Decorative

 

Promotional Product Advertising



Lateral Marketing: New Techniques for Finding Breakthrough Ideas by Philip Kotler,

Lateral Marketing: New Techniques for Finding Breakthrough Ideas by Philip Kotler,
Today’ s marketers face a difficult challenge: how to innovate in a hypercompetitive, super-segmented marketplace. In a consumer economy saturated with homogeneous products and inhabited by customers who are more and more immune to advertising messages, traditional vertical marketing– with its fundamentals of market segmentation and brand proliferation– is beginning to fail us. Now, renowned marketers Philip Kotler and Fernando Trias de Bes present a new system for developing breakthrough opportunities– lateral marketing. Lateral marketing complements traditional marketing by providing an alternative route to generating fresh new ideas. Whereas vertical marketing helps us find increasingly smaller subgroups for which a product might be developed, lateral marketing lets marketers develop an entirely new product that finds a much wider audience. Instead of offering just another diaper for newborns in a cutthroat market, for example, Pull Up diapers are designed for an older child. Kotler and Trias de Bes show numerous examples of how lateral marketing leads to products that succeed even in the face of hypercompetition and product homogeneity. These innovations include new products like Honey Nut Cheerios Milk ’ n Cereal bars, a quick alternative to actual cereal with milk, or Gillette’ s Venus, a razor with a wider head made just for women’ s curves. Lateral marketing also includes using old products in a new way, such as promoting Bayer aspirin as a heart attack preventative. The new marketing concepts that led to these products are the direct result of a different creative process than the endless vertical segmentation of yesterday. This book definesa framework and theory for lateral marketing and the development of breakthrough ideas that will succeed in a consumer market already over-saturated.



Nationalizing Consumer Culture: Nationalism and Consumerism in the Making of Modern China by Karl Gerth,
Nationalizing Consumer Culture: Nationalism and Consumerism in the Making of Modern China by Karl Gerth,
"Chinese people should consume Chinese products!" This slogan was the catchphrase of a movement in early twentieth-century China that sought to link consumption and nationalism by instilling a concept of China as a modern "nation" with its own "national products." From fashions in clothing to food additives, from museums to department stores, from product fairs to advertising, this movement influenced all aspects of China's burgeoning consumer culture. Anti-imperialist boycotts, commemorations of national humiliations, exhibitions of Chinese products, the vilification of treasonous consumers, and the promotion of Chinese captains of industry helped enforce nationalistic consumption and spread the message--patriotic Chinese bought goods made of Chinese materials by Chinese workers in factories owned and run by Chinese. In "China Made, Karl Gerth argues that two key forces shaping the modern world--nationalism and consumerism--developed in tandem in China. Early in the twentieth century, nationalism branded every commodity as either "Chinese" or "foreign," and consumer culture became the place where the notion of nationality was articulated, institutionalized, and practiced. Based on Chinese, Japanese, and English-language archives, magazines, newspapers, and books, this first exploration of the historical ties between nationalism and consumerism reinterprets fundamental aspects of modern Chinese history and suggests ways of discerning such ties in all modern nations.



Promotional products - Promotional Products or Advertising Specialties is the imprinting of company logo or information on literally tens of thousands of different products to help promote their company name or the theme they have on the product. The business is a multi billion dollar industry with sales exceeding $17 billion.

False advertising - False advertising is an act of deliberately misleading a potential client about a product, service or a company in general by reporting false or misrepresenting information or data in advertising or other promotional materials. False advertising is a type of fraud.

Advertising Specialties - Advertising Specialties or Promotional Products is the imprinting of company logo or information on literally tens of thousands of different products to help promote their company name or the theme they have on the product. The business is a multi billion dollar industry with sales exceeding $17 billion.

Product placement - Product placement is a promotional tactic used by marketers in which characters in a fictional play, feature film, television series, music video, video-game or book use a real commercial product. Typically either the product and logo is shown or favorable qualities of the product are mentioned.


* WORK INSTRUCTION: Print only the lines below from the one with "<item>human face</item> bbox?" to the one with "Locate office supplies", both included, exactly as they stand. Leave pictures out.

* RECORDS TO USE:
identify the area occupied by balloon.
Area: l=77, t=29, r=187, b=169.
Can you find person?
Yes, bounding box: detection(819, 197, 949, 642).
...
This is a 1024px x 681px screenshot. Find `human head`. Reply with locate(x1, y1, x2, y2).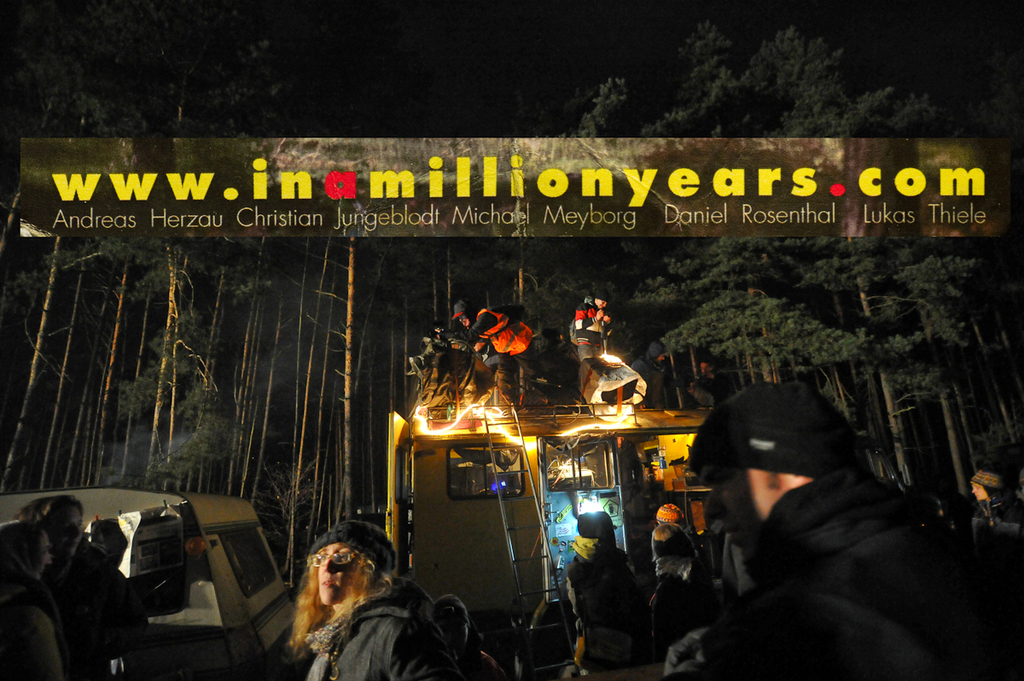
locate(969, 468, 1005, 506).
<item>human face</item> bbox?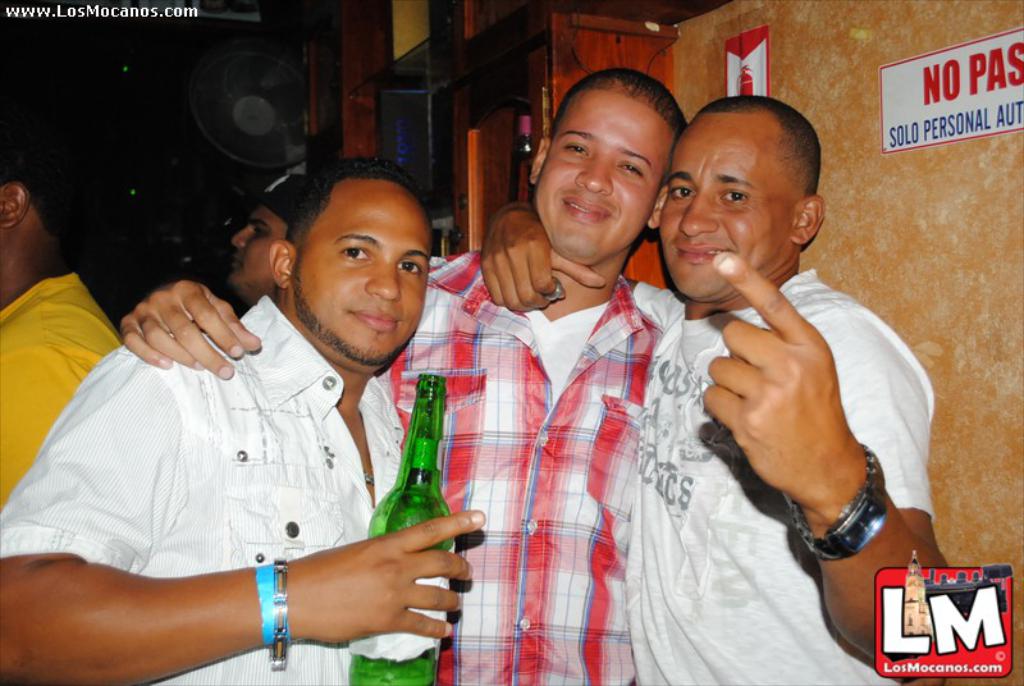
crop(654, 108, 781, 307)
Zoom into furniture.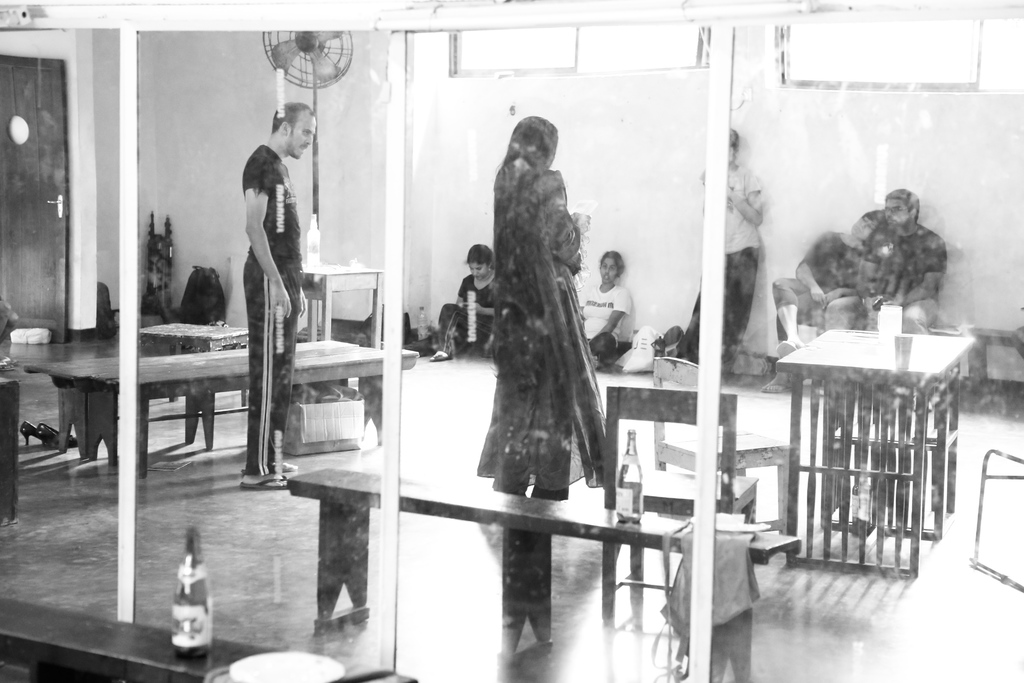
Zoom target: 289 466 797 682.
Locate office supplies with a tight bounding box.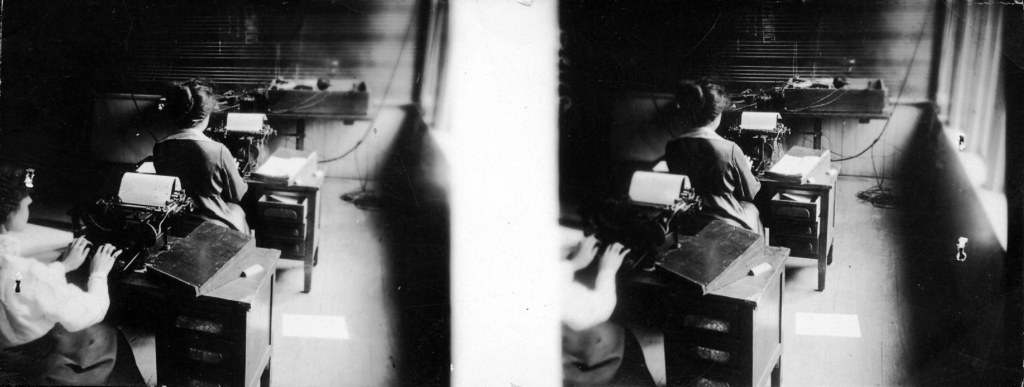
--
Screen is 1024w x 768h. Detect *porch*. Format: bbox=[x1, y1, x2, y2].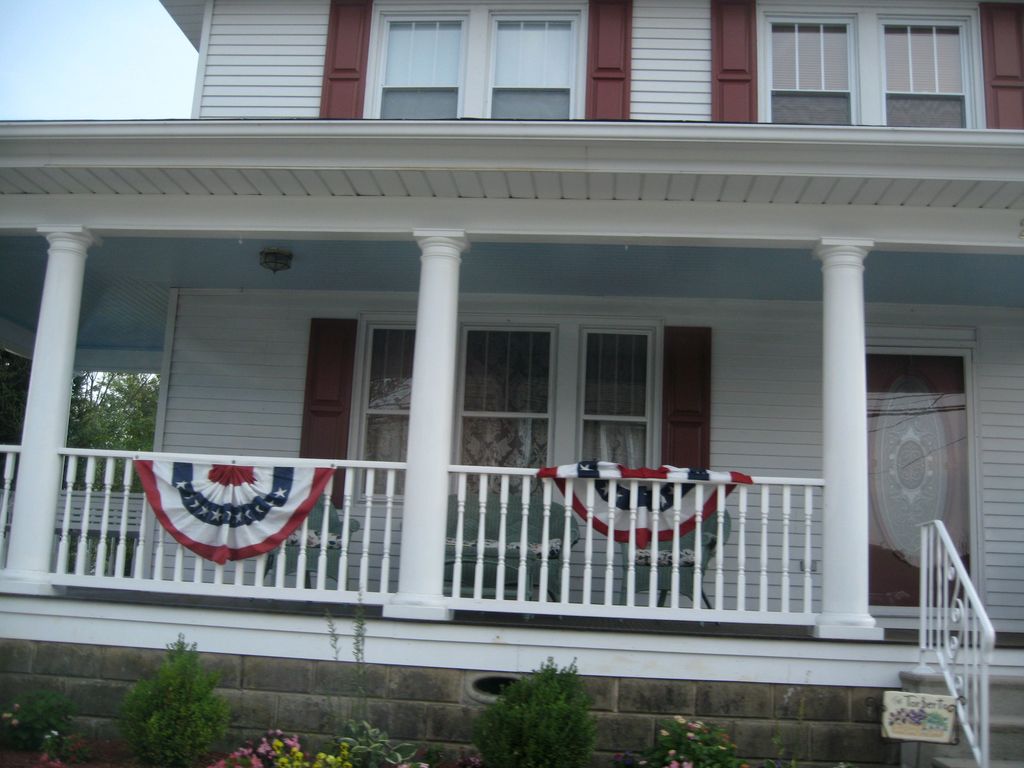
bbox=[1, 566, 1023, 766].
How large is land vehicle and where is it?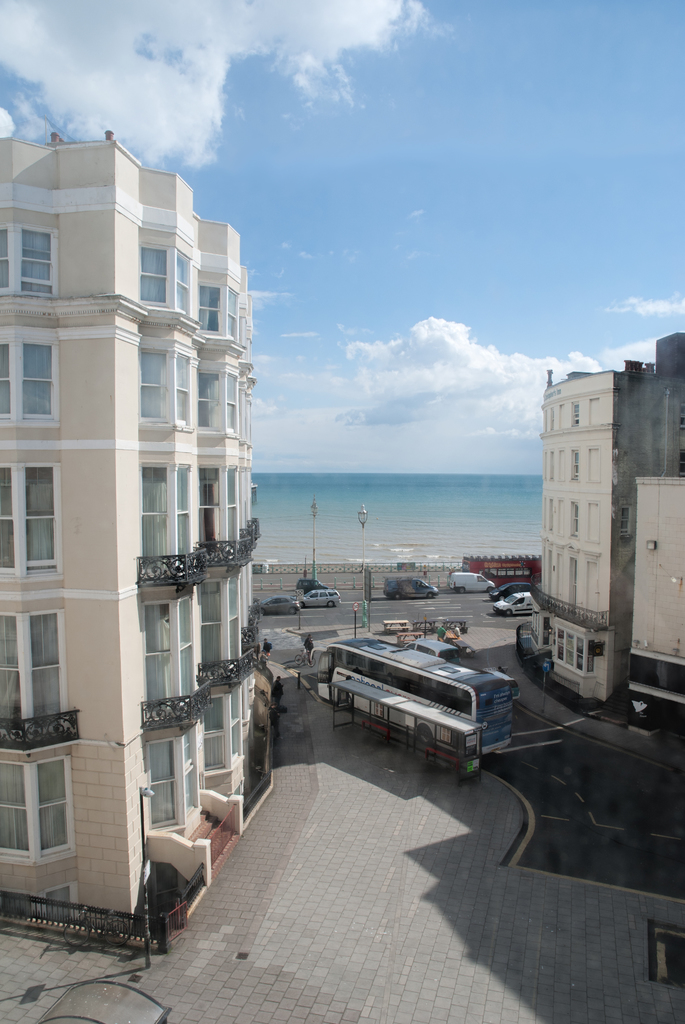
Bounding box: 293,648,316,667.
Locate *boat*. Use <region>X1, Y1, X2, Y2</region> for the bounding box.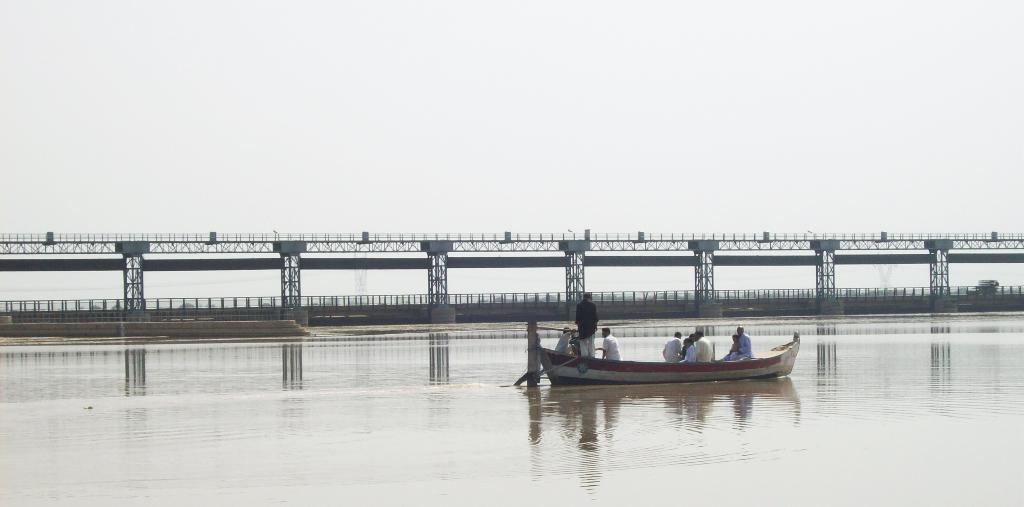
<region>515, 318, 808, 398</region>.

* WRITTEN SOLUTION:
<item>human face</item> bbox?
crop(654, 108, 781, 307)
Zoom into furniture.
Zoom target: 289 466 797 682.
Locate office supplies with a tight bounding box.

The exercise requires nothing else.